The new Mafambisse Secondary School will have 58 classrooms, against 10 in the previous one. The classrooms will be divided between three floors, with 18 classrooms on the first, 20 on the second and another 20 on the third, which will increase its capacity to around 10,000 students in three shifts, including the night shift, against the current 6,000 students.
The new school will also have 18 toilets, five staff rooms, three computer rooms – two for students and one for teachers, Physics, Chemistry and Biology laboratories, an infirmary and a multipurpose sports field.
The new infrastructure will no doubt improve the quality of teaching, school principal Baltazar Zunguze said.
“There is no reason to doubt it, because, from the time we have better working conditions, we have to improve our performance in order to achieve our goals, in this case, to train the new man with quality.”
Students present at the ceremony were also jubilant.
“We are very happy because this will be the biggest and best school in the country, which we will be very proud of,” said student Tomás Fernando. “You see, since 2019, we have been studying in temporary conditions under trees and in tents, and the smallest change in temperature interrupts classes, contributed to our low pedagogical performance.”
Speaking on behalf of the Tzu Chi Foundation, Dino Foi said: “Our commitment is for this infrastructure to become a centre of excellence, where the community, parents, guardians, students and teachers come together to deliver a normal, but also humanitarian, education.”
The new Mafambisse Secondary School is designed to be resilient, capable of withstanding extreme events resulting from the harmful effects of climate change, as well as catering for an expanding school network.

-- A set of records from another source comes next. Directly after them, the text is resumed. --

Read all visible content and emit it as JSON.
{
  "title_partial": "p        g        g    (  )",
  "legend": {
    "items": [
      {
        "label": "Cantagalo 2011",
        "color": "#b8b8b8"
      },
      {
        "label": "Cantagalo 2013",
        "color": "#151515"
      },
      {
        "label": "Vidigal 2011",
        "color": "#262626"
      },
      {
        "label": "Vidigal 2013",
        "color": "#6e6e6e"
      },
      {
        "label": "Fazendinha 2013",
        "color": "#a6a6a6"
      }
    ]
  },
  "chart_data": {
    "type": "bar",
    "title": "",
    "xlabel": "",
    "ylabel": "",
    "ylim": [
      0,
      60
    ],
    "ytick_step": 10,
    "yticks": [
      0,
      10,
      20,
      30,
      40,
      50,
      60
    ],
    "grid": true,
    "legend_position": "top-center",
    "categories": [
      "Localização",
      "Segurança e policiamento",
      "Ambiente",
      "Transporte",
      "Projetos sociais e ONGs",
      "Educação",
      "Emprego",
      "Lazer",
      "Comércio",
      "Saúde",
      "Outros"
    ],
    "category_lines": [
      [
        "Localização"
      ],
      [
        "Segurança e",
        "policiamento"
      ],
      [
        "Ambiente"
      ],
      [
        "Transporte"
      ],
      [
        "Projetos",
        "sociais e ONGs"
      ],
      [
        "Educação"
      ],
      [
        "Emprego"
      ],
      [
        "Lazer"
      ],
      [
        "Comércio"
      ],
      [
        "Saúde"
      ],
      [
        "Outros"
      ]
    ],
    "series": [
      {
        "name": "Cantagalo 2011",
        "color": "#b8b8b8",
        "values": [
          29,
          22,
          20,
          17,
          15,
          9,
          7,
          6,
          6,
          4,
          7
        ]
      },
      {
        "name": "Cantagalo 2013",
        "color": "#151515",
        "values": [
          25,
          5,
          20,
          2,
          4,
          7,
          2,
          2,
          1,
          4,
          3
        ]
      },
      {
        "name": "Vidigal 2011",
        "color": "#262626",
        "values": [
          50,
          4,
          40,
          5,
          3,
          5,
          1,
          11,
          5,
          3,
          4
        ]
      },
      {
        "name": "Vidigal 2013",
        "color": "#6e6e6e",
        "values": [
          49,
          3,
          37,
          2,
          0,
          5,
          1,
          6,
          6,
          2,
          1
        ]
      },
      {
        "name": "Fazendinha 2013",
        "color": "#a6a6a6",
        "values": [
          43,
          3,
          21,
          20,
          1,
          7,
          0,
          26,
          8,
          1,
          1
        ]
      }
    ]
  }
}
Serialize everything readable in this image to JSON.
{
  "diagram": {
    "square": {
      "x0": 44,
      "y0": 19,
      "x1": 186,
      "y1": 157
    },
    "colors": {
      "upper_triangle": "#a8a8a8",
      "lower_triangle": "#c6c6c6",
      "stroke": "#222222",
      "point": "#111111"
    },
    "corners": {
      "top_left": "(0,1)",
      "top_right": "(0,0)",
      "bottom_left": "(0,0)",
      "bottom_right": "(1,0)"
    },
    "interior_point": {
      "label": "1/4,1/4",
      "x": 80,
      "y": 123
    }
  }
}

”Currently, 117 classes in Sofala province are taught in the open. The opening of the Mafambisse General Secondary School will reduce this number by 116,” Minister of Education and Human Development Carmelita Namashulua said.
In turn, speaking on behalf of the head of state, Minister of Public Works, Housing and Water Resources Carlos Mesquita said that the school represented added value not only in Sofala, but for neighbouring provinces.
“This school will be an emblematic symbol of secondary education in the country due to its infrastructural dimension,” Mesquita said.
Minister Mesquita urged the Post-Cyclone Reconstruction Office, the financier of the project [Tzu Chi Foundation] and the provincial government to work together “in order to ensure that the work that starts here today has the necessary resilience to extreme weather events, and that it is completed within the expected 15-month time frame. For this to happen, we recommend strengthening coordination and supervision”.